Belgium, probing how the hormones got into soft drink syrup at small local firms and into Dutch pig feed, said Irish authorities should have informed it drugs waste was sent to a firm suspected of being at the heart of the contamination.Several food scares in recent years have hit Europe, from Britain's mad cow and foot-and-mouth woes to a case of contamination of food with cancer-causing dioxin in Belgium.
The Netherlands, the world's third-largest pork exporting nation, has sealed off 42 farms identified as using the feed laced with the MPA growth hormone, a substance that has raised concern it may cause infertility in people.
But the European Commission urged further action. "The Netherlands has to make sure that they block all farms and feed producers potentially involved in the incident and has to circulate immediately a full list of all these farms and feed producers," it said.
"Ireland and Belgium will continue their investigation," it added after an emergency meeting of EU food safety experts.
Belgian prosecutors are investigating a local firm, Bioland, as the possible source of material that contaminated Dutch pig feed with the hormone, which is banned in the European Union but approved as a growth stimulant elsewhere.
Fears of further contamination were spurred on Tuesday when Belgium's health food safety agency AFSCA said it had found MPA traces in materials Bioland supplied to two soft drink firms.
While the feed contamination occurred more recently, the last shipments of these soft drinks syrups were in May 2001 and the agency believed people had already consumed the drinks.
Piet Vanthemsche, the head of the AFSCA, told a news conference the syrup was also supplied to one German and one Dutch food company in the same period.
BELGIUM TAKES IRELAND TO TASK
Belgian Health Minister Magda Aelvoet told parliament Bioland imported waste from an Irish drugs company, but said proper notification procedures had not been followed.
"For such materials there exists a pre-notification procedure from member state to member state," she said.
Vanthemsche said the European Commission also confirmed this week Belgium should have been notified of the shipment.
Irish environmental protection agency officials could not be reached for comment late this week.
Unlisted Bioland went bankrupt in early May and was not registered with AFSCA. Bioland's telephone has been disconnected and company executives could not be reached for comment.
Belgium said Bioland had only been cleared to process sugar waste that was destined for the food industry and not any waste related to pharmaceuticals.
A local public prosecutor told Reuters one of the two owners of Bioland had been arrested on Tuesday on charges of breaching hormone laws. The second owner was being traced.
EU ON ALERT
MPA, or Medroxyprogesterone-acetate, is banned in the European Union as scientists believe it might cause infertility in people. All products that contain it must be destroyed.
It is approved as a growth stimulant in the United States, Australia and New Zealand. It is still used by people in birth control pills and also in hormone replacement therapy for women going through menopause.
The European Commission said EU states should check if domestic firms had been clients of Bioland and see if pharmaceutical waste was being disposed of correctly.
The Dutch farm ministry has raised the number of farms using hormone-laced feed at 42, from three in late June when it first announced some farms had used contaminated feed.
Compound feed potentially contaminated with MPA had been sent from the Netherlands back to Belgium and Germany, while Dutch pigs fed with this feed were exported to Belgium, Germany, Italy and Spain, the European Commission has said.
The Bioland feed deliveries dated from nine months ago, AFSCA said.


- **WORK REQUIRED**
Scan the entries below and extract each line with the word "title" in it.

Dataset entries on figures
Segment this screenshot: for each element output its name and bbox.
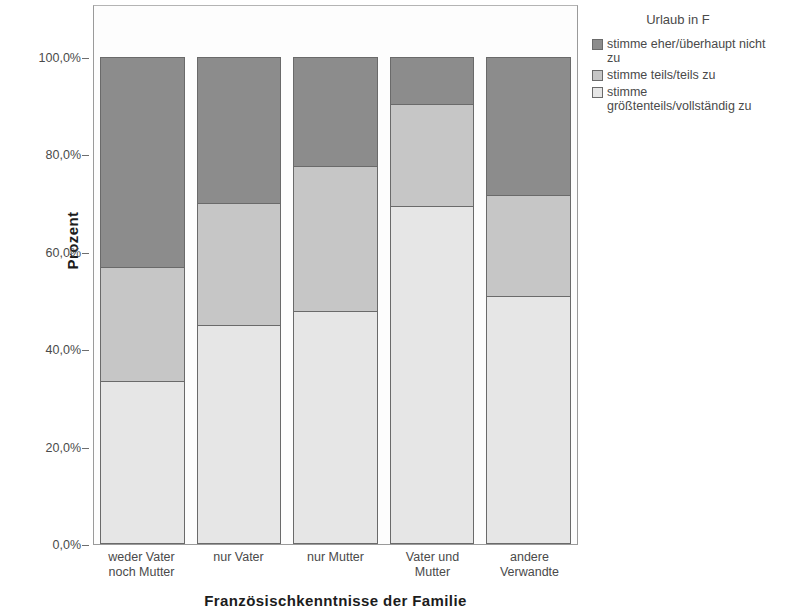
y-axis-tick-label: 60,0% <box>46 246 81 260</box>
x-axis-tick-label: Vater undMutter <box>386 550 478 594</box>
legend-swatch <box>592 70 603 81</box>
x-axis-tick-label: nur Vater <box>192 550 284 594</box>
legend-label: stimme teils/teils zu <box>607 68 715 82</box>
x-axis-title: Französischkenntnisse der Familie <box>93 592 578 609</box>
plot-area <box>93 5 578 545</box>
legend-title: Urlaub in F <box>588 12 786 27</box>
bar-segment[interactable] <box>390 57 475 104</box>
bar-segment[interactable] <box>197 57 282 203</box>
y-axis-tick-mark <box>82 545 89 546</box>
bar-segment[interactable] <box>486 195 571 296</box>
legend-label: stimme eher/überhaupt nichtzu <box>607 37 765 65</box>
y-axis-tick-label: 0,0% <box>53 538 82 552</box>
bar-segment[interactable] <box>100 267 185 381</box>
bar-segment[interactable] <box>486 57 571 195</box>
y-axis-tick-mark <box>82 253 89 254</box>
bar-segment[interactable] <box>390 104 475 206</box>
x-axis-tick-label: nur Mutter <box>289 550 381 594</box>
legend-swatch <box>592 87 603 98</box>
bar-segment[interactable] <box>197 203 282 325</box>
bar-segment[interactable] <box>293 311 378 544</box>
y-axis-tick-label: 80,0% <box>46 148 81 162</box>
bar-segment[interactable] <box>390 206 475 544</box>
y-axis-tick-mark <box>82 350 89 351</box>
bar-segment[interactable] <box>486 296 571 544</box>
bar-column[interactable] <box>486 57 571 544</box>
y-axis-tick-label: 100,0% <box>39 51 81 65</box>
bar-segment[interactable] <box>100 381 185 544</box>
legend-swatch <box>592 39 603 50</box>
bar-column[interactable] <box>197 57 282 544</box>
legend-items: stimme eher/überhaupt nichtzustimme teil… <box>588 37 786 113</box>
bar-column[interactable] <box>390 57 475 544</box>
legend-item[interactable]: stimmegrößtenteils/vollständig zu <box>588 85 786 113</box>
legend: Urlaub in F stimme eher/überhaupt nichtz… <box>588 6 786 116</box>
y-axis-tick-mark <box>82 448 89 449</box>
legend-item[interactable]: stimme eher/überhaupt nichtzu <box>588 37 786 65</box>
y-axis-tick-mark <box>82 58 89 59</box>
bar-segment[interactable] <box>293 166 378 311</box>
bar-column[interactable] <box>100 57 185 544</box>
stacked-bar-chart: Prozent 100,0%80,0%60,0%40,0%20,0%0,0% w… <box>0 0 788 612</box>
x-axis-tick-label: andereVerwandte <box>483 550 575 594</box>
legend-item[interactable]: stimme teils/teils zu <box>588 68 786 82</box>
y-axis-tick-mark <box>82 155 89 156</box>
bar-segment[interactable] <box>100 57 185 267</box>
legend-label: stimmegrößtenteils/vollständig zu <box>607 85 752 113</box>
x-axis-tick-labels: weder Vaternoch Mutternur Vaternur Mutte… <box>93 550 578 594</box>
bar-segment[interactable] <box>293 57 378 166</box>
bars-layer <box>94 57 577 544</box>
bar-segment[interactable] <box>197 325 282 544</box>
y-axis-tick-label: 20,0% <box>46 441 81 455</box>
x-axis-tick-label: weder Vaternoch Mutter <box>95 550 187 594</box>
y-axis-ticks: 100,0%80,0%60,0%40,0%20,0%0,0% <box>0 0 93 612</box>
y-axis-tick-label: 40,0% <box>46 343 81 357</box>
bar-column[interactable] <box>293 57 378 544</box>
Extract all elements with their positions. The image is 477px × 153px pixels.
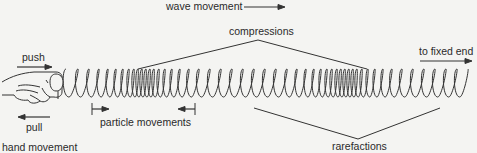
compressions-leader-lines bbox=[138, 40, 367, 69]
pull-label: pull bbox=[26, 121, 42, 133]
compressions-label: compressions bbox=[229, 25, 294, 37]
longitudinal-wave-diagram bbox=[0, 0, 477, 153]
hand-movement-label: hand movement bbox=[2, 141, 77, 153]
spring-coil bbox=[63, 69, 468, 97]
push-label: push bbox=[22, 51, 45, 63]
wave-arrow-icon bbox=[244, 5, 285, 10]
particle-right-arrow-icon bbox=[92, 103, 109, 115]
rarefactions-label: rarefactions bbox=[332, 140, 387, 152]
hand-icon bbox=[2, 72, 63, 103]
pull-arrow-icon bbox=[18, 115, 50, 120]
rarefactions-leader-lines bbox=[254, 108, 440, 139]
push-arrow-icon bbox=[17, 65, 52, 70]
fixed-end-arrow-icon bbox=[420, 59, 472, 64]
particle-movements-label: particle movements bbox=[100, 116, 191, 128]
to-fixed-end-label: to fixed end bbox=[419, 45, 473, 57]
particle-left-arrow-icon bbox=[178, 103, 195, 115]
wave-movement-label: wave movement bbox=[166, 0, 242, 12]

- **OUTPUT BELOW**
x-axis-title: Französischkenntnisse der Familie <box>93 592 578 609</box>
legend-title: Urlaub in F <box>588 12 786 27</box>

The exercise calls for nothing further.